In 1995-96, a Republican-controlled Congress pushed for further cuts in environmental and consumer safety standards and in the regulation of industry, cuts in various public health programs, and cuts in nutritional programs for children and pregnant women. State and local governments are also cutting back on public protection programs and human services in order to pay the enormous sums owed to the banks and to compensate for reductions in federal aid. Thus New York City took such “economy measures” as closing all of its venereal disease clinics and most of its drug rehabilitation and health centers.
We are told that wife-beating, child abuse, alcoholism, drug abuse, and other such pathologies know no class boundaries and are found at all income levels. This is true but misleading. The impression left is that these pathologies are randomly distributed across the social spectrum and are purely a matter of individual pathology. Actually, many of them are skewed heavily toward the low-income, the unemployed, and the dispossessed. As economic conditions worsen, so afflictions increase. Behind many of these statistics is the story of class, racial, sexual, and age oppressions that have long been among the legacies of our social order, oppressions that are seldom discussed in any depth by political leaders, news media, or educators.

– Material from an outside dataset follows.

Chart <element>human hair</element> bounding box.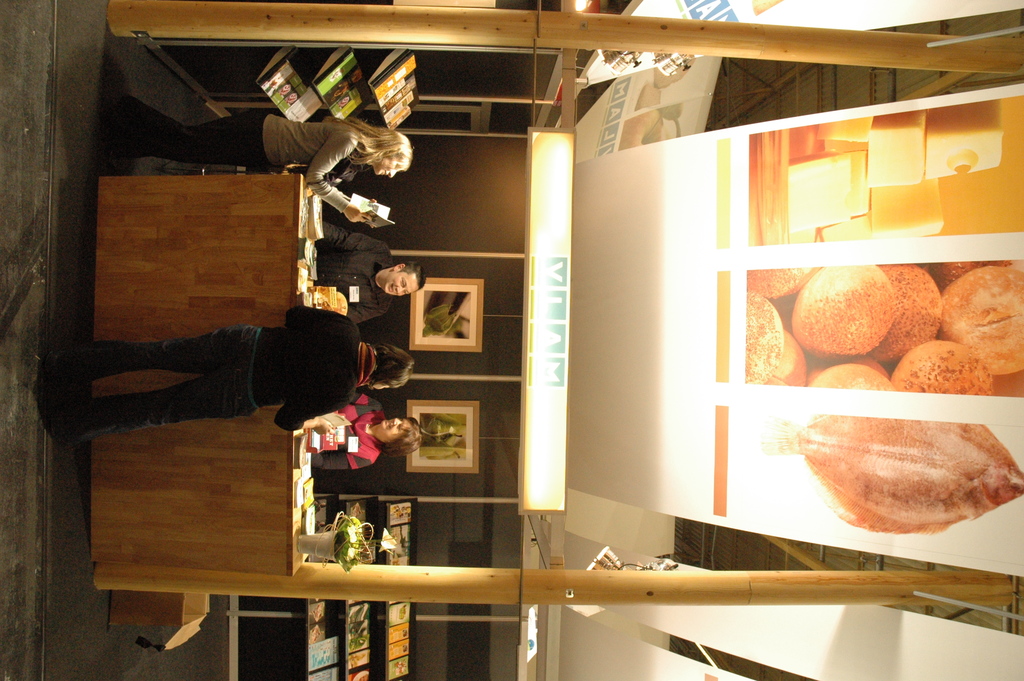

In addition, more and more middle-income people are hurting from the Third Worldization of America, suffering from acute stress, alcoholism, job insecurity, insufficient income, high rents, heavy mortgage payments, high taxes, and crushing educational and medical costs. And almost all of us eat the pesticide-ridden foods, breathe the chemicalized air, and risk drinking the toxic water and being exposed to the contaminating wastes of our increasingly chemicalized, putrefied environment. I say “almost all of us” because the favored few live on country estates, ranches, seashore mansions, and summer hideaways where the air is relatively fresh. And, like President Reagan, they eat only the freshest food and meat derived from organically fed steers that are kept free of chemical hormones—while telling the rest of us not to get hysterical about pesticides and herbicides and chemical additives.
All this explains why many of us find little cause for rejoicing about America the Beautiful. It is not that we don’t love our country, but that we do. We love not just an abstraction called “the USA’ but the people who live in it. And we believe that the pride of a nation should not be used to hide the social and economic disorder that is its shame. The American dream is becoming a nightmare for many. A concern for collective betterment, for ending the abuses of free-market plunder, is of the utmost importance. “People before profits” is not just a slogan, it is our only hope.

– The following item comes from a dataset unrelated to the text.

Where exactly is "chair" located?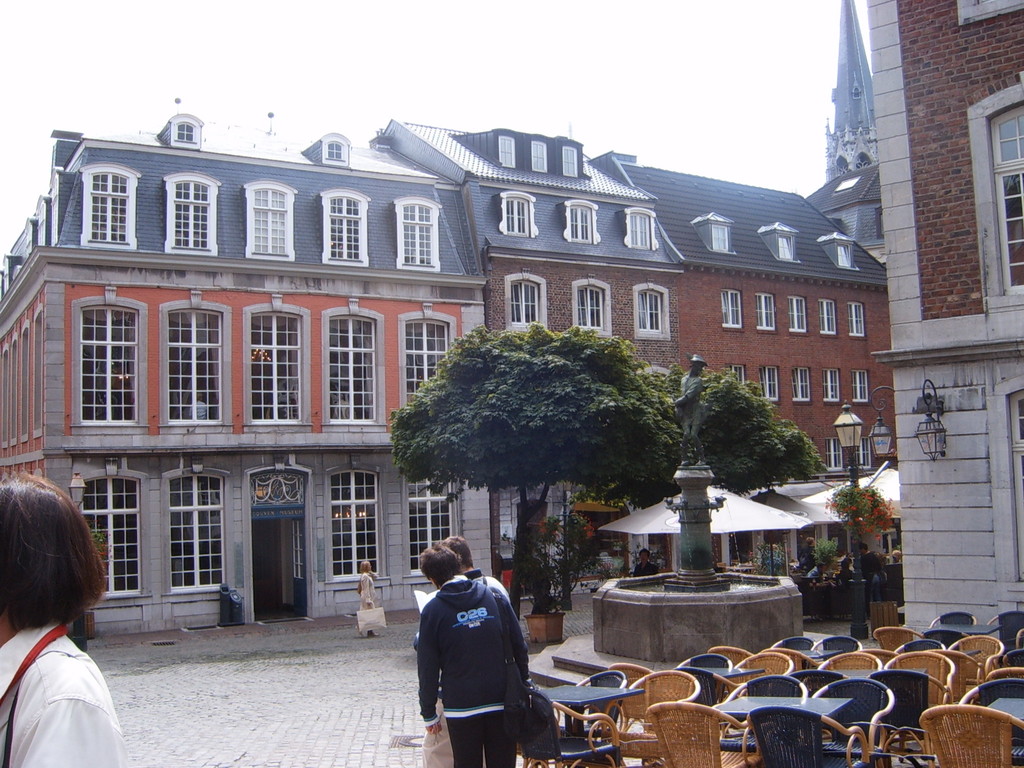
Its bounding box is <bbox>515, 685, 627, 767</bbox>.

“I’ve had grown men wet this floor with tears, begging for a job. We have to pray with some to keep them from killing themselves. So many say they just want to die,” says Charlie Tarrance, a director of a private social agency. His task is to deal with growing lines of despairing people looking for jobs, housing, and food. The place is Gadsden, Alabama, but it could be anywhere in the United States.
It could be Washington, D.C., at a Safeway supermarket a mile or so from the White House where an elderly man is crying and holding a can of dog food. When asked what's wrong, he says, “I’m hungry. I’m hungry.”

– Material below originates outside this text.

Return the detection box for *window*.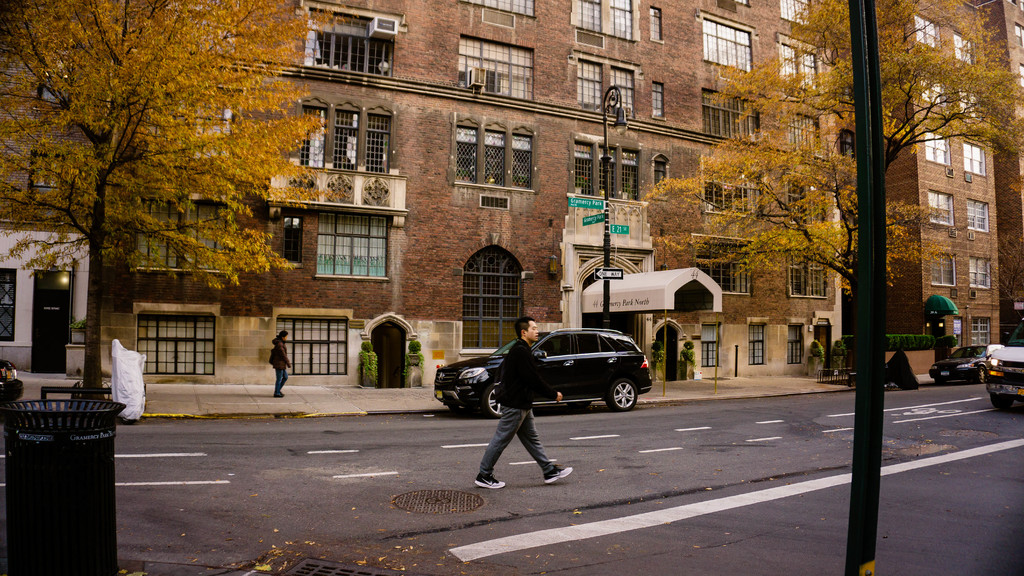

It could be New York City, where a woman begins screaming at the landlord who evicts her and her several children. The Bureau of Child Welfare takes her children, which distresses her all the more. She herself is transported to a New York mental hospital crying angrily—only to be diagnosed and committed by the all-knowing psychiatrists as a "paranoid schizophrenic."
There is misery and cruelty in the land. As U.S. leaders move determinedly toward their free-market Final Solution, stories abound of hunger, pain, and desperation. Such things have existed for a long time. Social pathology is as much a part of this society as crime and capitalism. But life is getting ever more difficult for many.
Some Grim Statistics
Conservatives are fond of telling us what a wonderful, happy, prosperous nation this is. The only thing that matches their love of country is the remarkable indifference they show toward the people who live in it. To their ears the anguished cries of the dispossessed sound like the peevish whines of malcontents. They denounce as "bleeding hearts" those of us who criticize existing conditions, who show some concern for our fellow citizens. But the dirty truth is that there exists a startling amount of hardship, abuse, affliction, illness, violence, and pathology in this country. The figures reveal a casualty list that runs into many millions. Consider the following estimates.
In any one year:
27,000 Americans commit suicide.
5,000 attempt suicide; some estimates are higher.
26,000 die from fatal accidents in the home.
23,000 are murdered.
85,000 are wounded by firearms.
38,000 of these die, including 2,600 children.
13,000,000 are victims of crimes including assault, rape, armed robbery, burglary, larceny, and arson.
135,000 children take guns to school.
5,500,000 people are arrested for all offenses (not including traffic violations).
125,000 die prematurely of alcohol abuse.
473,000 die prematurely from tobacco-related illnesses; 53,000 of these are nonsmokers.
6,500,000 use heroin, crack, speed, PCP, cocaine or some other hard drug on a regular basis.
5,000+ die from illicit drug use. Thousands suffer serious debilitations.
1,000+ die from sniffing household substances found under the kitchen sink. About 20 percent of all eighth-graders have "huffed" toxic substances. Thousands suffer permanent neurological damage.
31,450,000 use marijuana; 3,000,000 of whom are heavy usuers.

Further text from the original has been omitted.